“When I talk about color I try to make it clear that it doesn’t need to be perceived through something exclusively visual but with other senses.  If you can hear colors you can amplify the perceptions of the color and you can hear infrared and ultraviolet, so you can perceive more colors than through the human eyes.  Through the eyes you perceive color as three things at once- hue, saturation, and light whereas with sound you can separate these properties of color and it makes it easier to define colors.  So I perceive the light or color through my eyes, I perceive the hue through notes and I perceive the saturation through volume levels.”

Sonochromatic portrait by Neil Harbisson.
Sonochromatic portrait by Neil Harbisson

 

Many of us take for granted that we see the world through eyes that recognize color.  Artist, performer and musician Neil Harbisson lives in a world of distinctive shades of grey.  Where we have learned to identify with our environment through the messages encoded in color, Harbisson relates to form and texture.  Born with a rare congenital form of color blindness called Achromatopsia, Harbisson has never seen color in the traditional way but trusts in its power and energy with a keen conviction.  In 2004, Harbisson collaborated with British based HMC Interactive and began wearing the Eyeborg, intelligent software paired with equipment that allows the user to hear color.  The Eyeborg began as a cumbersome piece of equipment complete with a web camera- like sensor to be worn on the head, connected to headphones and powered by a laptop computer carried everywhere in a backpack.  Even in its early iterations, Harbisson adopted the Eyeborg as part of his own flesh, wearing it all day and night, and bore the weight of the laptop on his back so that he could experience the world through the Eyeborg.  Harbisson stated the importance in adopting the technology as part of his own body, “If you want it to become a new sense, it needs to be integrated, otherwise it’s just a tool and I don’t want to use the electronic eye as a tool, but as a part of my body.” The world of grey tones may be more colorful after all.

Harbisson Photographed by Dan Wilton / Red Bulletin.
Harbisson Photo by Dan Wilton / Red Bulletin

 

As the first Cyborg, Neil Harbisson can hear color through 360 microtones, which combines the color spectrum and the musical scale, as if the two were running parallel to each other.  Where a musical octave has 12 notes, there are 36 tones between each note processed through the Eyeborg technology.  As light frequencies generate millions of waves of sound per second, the Eyeborg slows down light until it is audible.   Harbisson has memorized each subtlety in tonality and from those notes he can color in the world around him.  For example, when Harbisson hears the color red it is indicated by a low note, as it is the darkest color on the spectrum and the opposite is true for violet.  To someone with normal vision, colors combine commands and emotions, but with the Eyeborg colors are energy.  Harbisson explains that “red is not the color I had expected.  Red is the one with less energy, the most innocent and relaxed color.  Physically, violet is the most dangerous color and it’s the highest pitched, so it has the fastest moving energy.  But culturally I see that this doesn’t correspond.  Stoplights should be violet.” The shades of color, therefore, depend on the pitch that the Eyeborg receives.
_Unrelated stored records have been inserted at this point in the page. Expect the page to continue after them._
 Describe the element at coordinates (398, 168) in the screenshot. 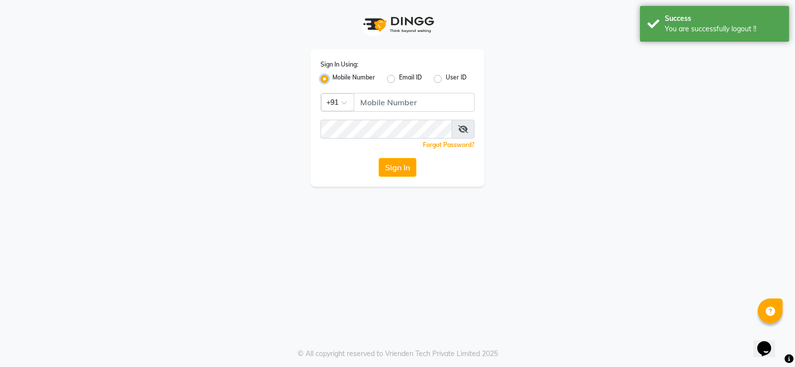

I see `button: Sign In` at that location.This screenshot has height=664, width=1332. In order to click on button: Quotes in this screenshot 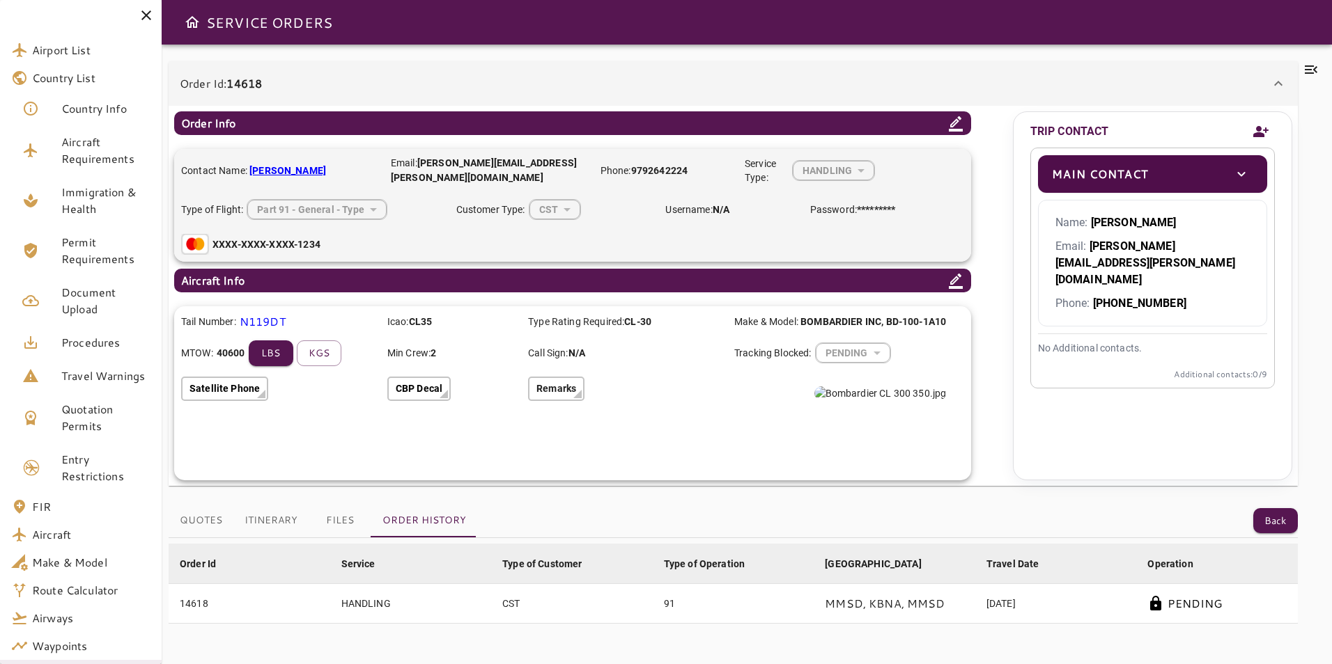, I will do `click(201, 521)`. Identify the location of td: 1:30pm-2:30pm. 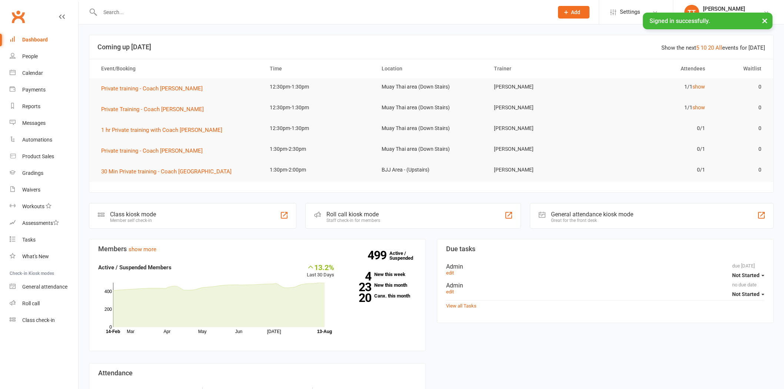
(319, 149).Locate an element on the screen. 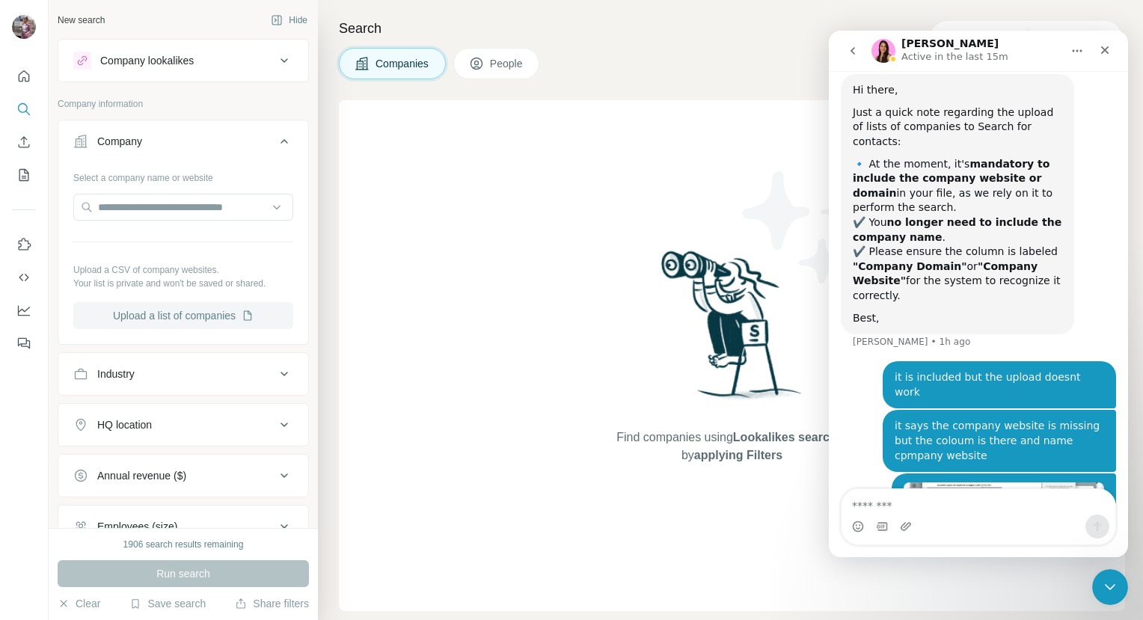 The width and height of the screenshot is (1143, 620). button: Clear is located at coordinates (79, 604).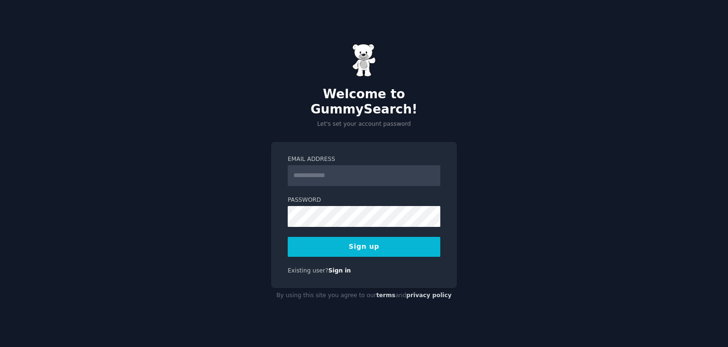  What do you see at coordinates (386, 295) in the screenshot?
I see `a: terms` at bounding box center [386, 295].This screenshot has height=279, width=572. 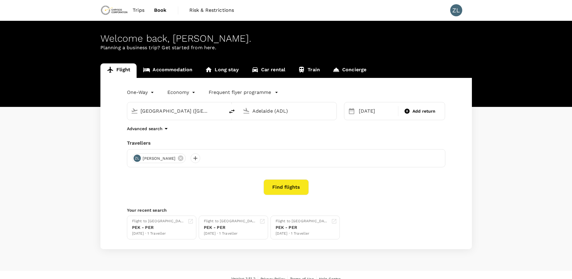 What do you see at coordinates (168, 71) in the screenshot?
I see `a: Accommodation` at bounding box center [168, 71].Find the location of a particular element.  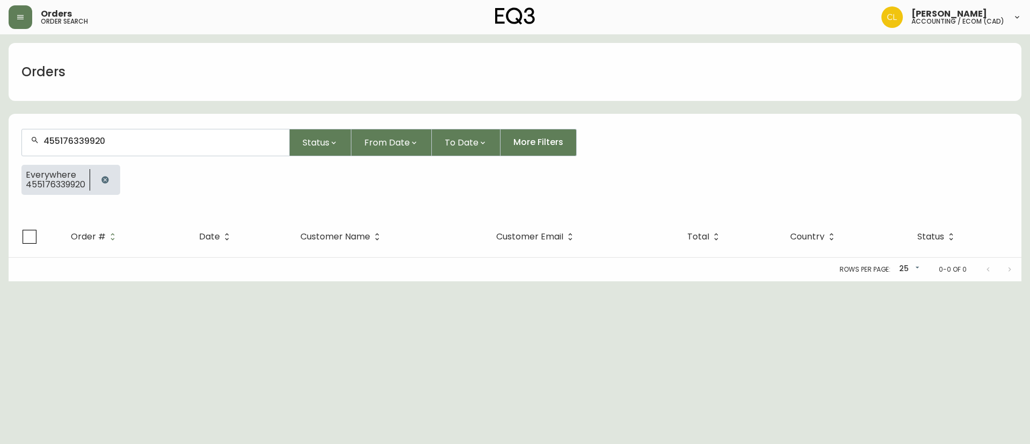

What Harbisson didn’t expect to discover in hearing color was that all skin color, whether light or dark, generates the sound of orange or the note of F#.  While we are separated by the color of our hair and eyes, the color of human skin remains consistent, which inspired the “Sonochromatic Portraits.”

In the eight years since Harbisson has worn the Eyeborg the technology has advanced from MP3 players to chips containing the specialized software that now powers the device.  He is no longer wearing headphones that block his connection the outside world. Harbisson uses his bone to hear colors and has been in conversation with doctors in Barcelona about installing a microphone against his bone so that ambient noises transmit through his ears and visual sounds vibrate against the bone.  While it’s experimental, the surgery is evidence of the artist’s commitment to integrate the sense as part of his body and not merely as an appendage.

If offered the ability to see color, Harbisson hesitated and expressed that he only wish to see it from “one eye because I wouldn’t like to lose my normal vision.” He admitted, “I’m not sure I could adapt to the visual chaos of color because color is, in fact, an interference between the object and the mind.  I think that, maybe, I would get distracted if I were surrounded by colors.”

While he waits to undergo surgery, Harbisson continues to explore faces and cities around the world through a series of distinctive tones that he trusts as color.